The current findings indicate that health status is not determined by health care-seeking behaviour, self-reported illness or length of illness. This speaks volume about the culture of unwillingness to visit traditional medical practitioners, and adds more information to the discussion, of illness and mortality. Jamaicans are unlikely to visit health care practitioners owing to their perspective of illness, severity of illness and the likely of the dysfunction to cause mortality. When illness is equated to mortality, the probability of seeking medical care will be high. A part of the reason for this health care-seeking behaviour is embedded in the culture as illness is viewed as weakness. Another explanation for this low probability is Jamaicans involvement of non-traditional medical care behaviours. To address ill-health, Jamaicans visit spiritual advisers (i.e. unknown as obeah men). These individuals perform the similar functions like the traditional health practitioners except surgeries. The data used for this study excluded non-traditional medical healers, and so underestimate the coverage of medical care-seeking behaviour of sample.
There is a finding which appears paradoxical as people who resided in urban areas do not exhibit greater or lower health care-seeking behaviour than those who dwelled in rural areas. Rural residents were more likely to seek medical care than other town dwellers while more consumption was positively correlated with seeking more health care. Interestingly, the wealthy spent more on consumption than the poor, yet the poor sought more medical careseeking behaviour than upper class Jamaicans. Although rural residents were more likely to be poorer than other Jamaicans and that they were more likely to spend less than urban and other town dwellers. Embedded in this finding, is the fact that it is not higher social class that determines health seeking behaviour but money. Those in the upper class may have access to more financial resources, but rural residents have greater social network which avails them of extended economic resources. Rural residents have more children, and the culture within those areas is such that the wider community is willing to aid each other for consumption including medical care. Another issue that is not on the surface of the finding is the fact that they (i.e. rural residents) were attending more to medical care than other town dwellers and there is no evidence of statistical difference in health-seeking behaviour between rural versus urban residents, owing to disproportionally more of them in the country than other dwellers. The wide primary health care coverage which is inexpensive means that Jamaicans even if they are poor can access health care. Where the difference will be is in access to private health care service, and this is basic fundamentally on one’s ability to afford it and not on wanting to access the service.

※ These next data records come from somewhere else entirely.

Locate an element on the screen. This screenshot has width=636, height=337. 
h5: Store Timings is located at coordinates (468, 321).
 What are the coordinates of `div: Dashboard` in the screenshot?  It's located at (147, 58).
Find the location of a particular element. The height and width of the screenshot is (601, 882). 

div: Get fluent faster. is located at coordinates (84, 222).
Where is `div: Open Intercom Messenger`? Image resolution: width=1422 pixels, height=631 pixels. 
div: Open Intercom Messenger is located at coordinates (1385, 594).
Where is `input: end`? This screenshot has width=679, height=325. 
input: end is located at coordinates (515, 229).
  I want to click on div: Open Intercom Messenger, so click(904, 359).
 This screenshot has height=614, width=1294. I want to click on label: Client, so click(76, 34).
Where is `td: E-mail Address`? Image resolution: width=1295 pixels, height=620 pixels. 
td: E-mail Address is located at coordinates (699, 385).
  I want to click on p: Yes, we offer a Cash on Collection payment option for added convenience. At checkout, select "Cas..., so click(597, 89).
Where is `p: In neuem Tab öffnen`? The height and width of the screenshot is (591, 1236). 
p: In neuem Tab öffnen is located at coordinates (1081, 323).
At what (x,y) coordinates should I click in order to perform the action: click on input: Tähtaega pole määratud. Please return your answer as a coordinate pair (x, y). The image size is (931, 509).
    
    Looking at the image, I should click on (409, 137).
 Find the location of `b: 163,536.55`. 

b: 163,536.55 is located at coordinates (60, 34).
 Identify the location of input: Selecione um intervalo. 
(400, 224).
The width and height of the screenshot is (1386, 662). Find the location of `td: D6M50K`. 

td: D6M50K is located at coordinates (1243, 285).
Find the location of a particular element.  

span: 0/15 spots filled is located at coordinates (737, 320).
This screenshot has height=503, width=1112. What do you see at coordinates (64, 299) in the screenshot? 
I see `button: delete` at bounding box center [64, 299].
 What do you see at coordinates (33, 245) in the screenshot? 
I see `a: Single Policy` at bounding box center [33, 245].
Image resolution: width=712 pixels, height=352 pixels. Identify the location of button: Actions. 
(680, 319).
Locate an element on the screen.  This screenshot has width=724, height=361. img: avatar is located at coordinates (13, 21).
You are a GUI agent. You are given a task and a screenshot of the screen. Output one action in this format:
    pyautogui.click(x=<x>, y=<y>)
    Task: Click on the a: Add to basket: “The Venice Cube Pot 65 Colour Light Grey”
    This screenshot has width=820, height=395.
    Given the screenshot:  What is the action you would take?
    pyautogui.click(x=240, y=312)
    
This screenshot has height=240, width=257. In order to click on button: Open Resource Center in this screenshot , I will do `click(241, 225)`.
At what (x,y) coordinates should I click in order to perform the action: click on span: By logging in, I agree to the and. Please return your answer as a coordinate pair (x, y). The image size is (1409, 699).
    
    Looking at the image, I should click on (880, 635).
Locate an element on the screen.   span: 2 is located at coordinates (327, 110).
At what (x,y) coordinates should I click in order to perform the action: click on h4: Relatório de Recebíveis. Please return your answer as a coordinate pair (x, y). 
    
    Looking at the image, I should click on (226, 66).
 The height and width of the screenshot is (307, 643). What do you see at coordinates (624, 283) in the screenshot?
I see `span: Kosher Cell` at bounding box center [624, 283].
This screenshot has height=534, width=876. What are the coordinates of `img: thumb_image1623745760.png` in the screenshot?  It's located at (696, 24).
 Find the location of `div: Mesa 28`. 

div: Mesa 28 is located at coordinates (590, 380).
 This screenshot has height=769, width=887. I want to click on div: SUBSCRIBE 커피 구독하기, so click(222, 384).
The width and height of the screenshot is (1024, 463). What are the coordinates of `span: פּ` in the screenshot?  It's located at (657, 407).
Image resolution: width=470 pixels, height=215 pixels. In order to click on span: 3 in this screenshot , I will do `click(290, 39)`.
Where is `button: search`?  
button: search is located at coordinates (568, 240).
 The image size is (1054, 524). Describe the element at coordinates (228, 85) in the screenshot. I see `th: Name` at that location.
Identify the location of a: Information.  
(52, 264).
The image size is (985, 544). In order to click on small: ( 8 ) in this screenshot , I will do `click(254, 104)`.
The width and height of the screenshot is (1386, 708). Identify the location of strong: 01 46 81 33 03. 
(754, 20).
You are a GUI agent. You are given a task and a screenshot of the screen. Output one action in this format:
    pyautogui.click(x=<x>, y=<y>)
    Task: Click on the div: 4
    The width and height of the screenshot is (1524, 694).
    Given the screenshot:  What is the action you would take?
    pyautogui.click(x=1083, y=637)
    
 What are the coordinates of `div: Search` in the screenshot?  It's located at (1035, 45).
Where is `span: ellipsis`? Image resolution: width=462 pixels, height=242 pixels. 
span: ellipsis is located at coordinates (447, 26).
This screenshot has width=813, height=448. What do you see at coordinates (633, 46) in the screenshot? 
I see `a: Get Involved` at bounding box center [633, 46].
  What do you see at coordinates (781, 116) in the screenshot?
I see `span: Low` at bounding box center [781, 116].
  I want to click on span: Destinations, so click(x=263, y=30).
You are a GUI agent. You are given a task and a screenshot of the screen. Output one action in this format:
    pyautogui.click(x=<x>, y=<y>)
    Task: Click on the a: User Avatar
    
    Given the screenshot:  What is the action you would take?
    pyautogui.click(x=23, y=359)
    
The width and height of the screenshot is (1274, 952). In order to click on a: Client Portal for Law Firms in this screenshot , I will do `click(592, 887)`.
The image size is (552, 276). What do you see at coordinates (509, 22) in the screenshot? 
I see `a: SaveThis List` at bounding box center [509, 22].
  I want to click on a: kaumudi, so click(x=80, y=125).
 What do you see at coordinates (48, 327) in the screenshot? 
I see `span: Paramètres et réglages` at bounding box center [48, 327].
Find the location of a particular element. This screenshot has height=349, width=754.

The inverse correlation between self-reported dysfunction and consumption, showed a positive association between health care-seeking behaviour and consumption within the context that those in the upper class have a greater degree of reporting illness, means that there is a cultural bias that explains Jamaicans unwillingness to seek health care. This study did not initially examine lifestyle behaviour of Jamaicans, but given that consumption expenditures are constituted of meal and non-consumption expenditures, consumption being a negative predictor of self-reported illness, suggests that Jamaicans were involved in relatively good decisions that are lowering illness. The positive relations between health careseeking behaviour and consumption are indicators of preventative lifestyle practices. This is so, because in 2006, 70% of Jamaicans who reported ill-health sought medical care (Planning Institute of Jamaica and Statistical Institute of Jamaica, 2008) compared to 66% in this study (in 2007), within the context that inflation increased by 194.7% over 2006 (in 2007), this means that increased consumption expenditure does not necessarily mean more meal consumed or non-consumption as this change is owing to price increases. With more Jamaicans attended private health care facilities, inflation would increase costing of the offered services.
The current study found that rural residents had the least self-evaluated health status, and thereby justify more of them seeking medical care than upper class Jamaicans. Another explanation for more rural residents attended health care institution is owing to greater percentage of them in older ages than in other geographic zones. Age is a negative determinant of health status and positively correlated with self-reported dysfunction, and accounts for more rural residents demanding more health care than other people in Jamaica. This study refined the finding of Grover el’s work (2006). They found that significantly more urban area dwellers take self medication compared to rural area residents (see also, Sudha et al, 2003). In this study, it was revealed that that more urban dwellers purchased over the counter medication than rural residents; but that it was other town dwellers (i.e. semi-urban) that significantly used self medication than rural area people. This means that self treatment was more an urban and/or semi-urban phenomenon than a rural area reality. On the other hand, rural area residents significantly purchased more prescribed medication than other town dwellers, while urban area settlers bought more prescribed medicine compared to rural and semi-urban residents. This study went further than Grover et al. (2006) and Sudha (2003), when it examined those who did not buy by area of residence. The current work revealed that significantly more rural area residents did not purchase medication than residents in other geographic areas.
Interestingly health care-seeking did not differ significantly between the sexes, which concur with a study by Williams et al (2006). One of the explanations for this non-significance can be accounted for based on the non-significant disparity in health status and self-reported dysfunctions of males and females.

Conclusion

Jamaica is comprised of peoples of different ethnic; socialization; social class; geographic zones and culturalization, and this accounts for a difference in belief system and health behaviour. This disparity must be taken into consideration when designing public health programmes. Hence, the wholesale utilization of any health model that is developed outside of the society or even medication of such a theory is not necessarily applicable to the nation.
The current study revealed that health behaviour is a function of socio-demographic variables. Poverty which is synonymous to rural areas influences people choice in visits to health care-seeking facilities. An interesting consideration of rural residence with those than residents of other geographic zones is the culture and its influence on health care-seeking behaviour and other such decisions. Home remedy and non-traditional healers (i.e. obeah men) is a substitute product that is used more by rural dwellers than others, because of the retention of the African tradition. While urban and other town residents were exposed to this culture and socialization, their higher level of education, access to more information and financial resources account for re-socialization and new re-adaptation to traditional medical care utilization. Therefore, when health literacy and public health programmes are fashioned in Jamaica or other developing societies, health care-seeking behaviour model must not only be modified but must utilize data from those nations to address the health needs of the geopolitical zones and not some model developed for developed societies with some modifications. The findings of this study suggests that health service professionals need to increase awareness about the benefits of purchasing prescribed medication, and that this must be more so for rural and urban residents.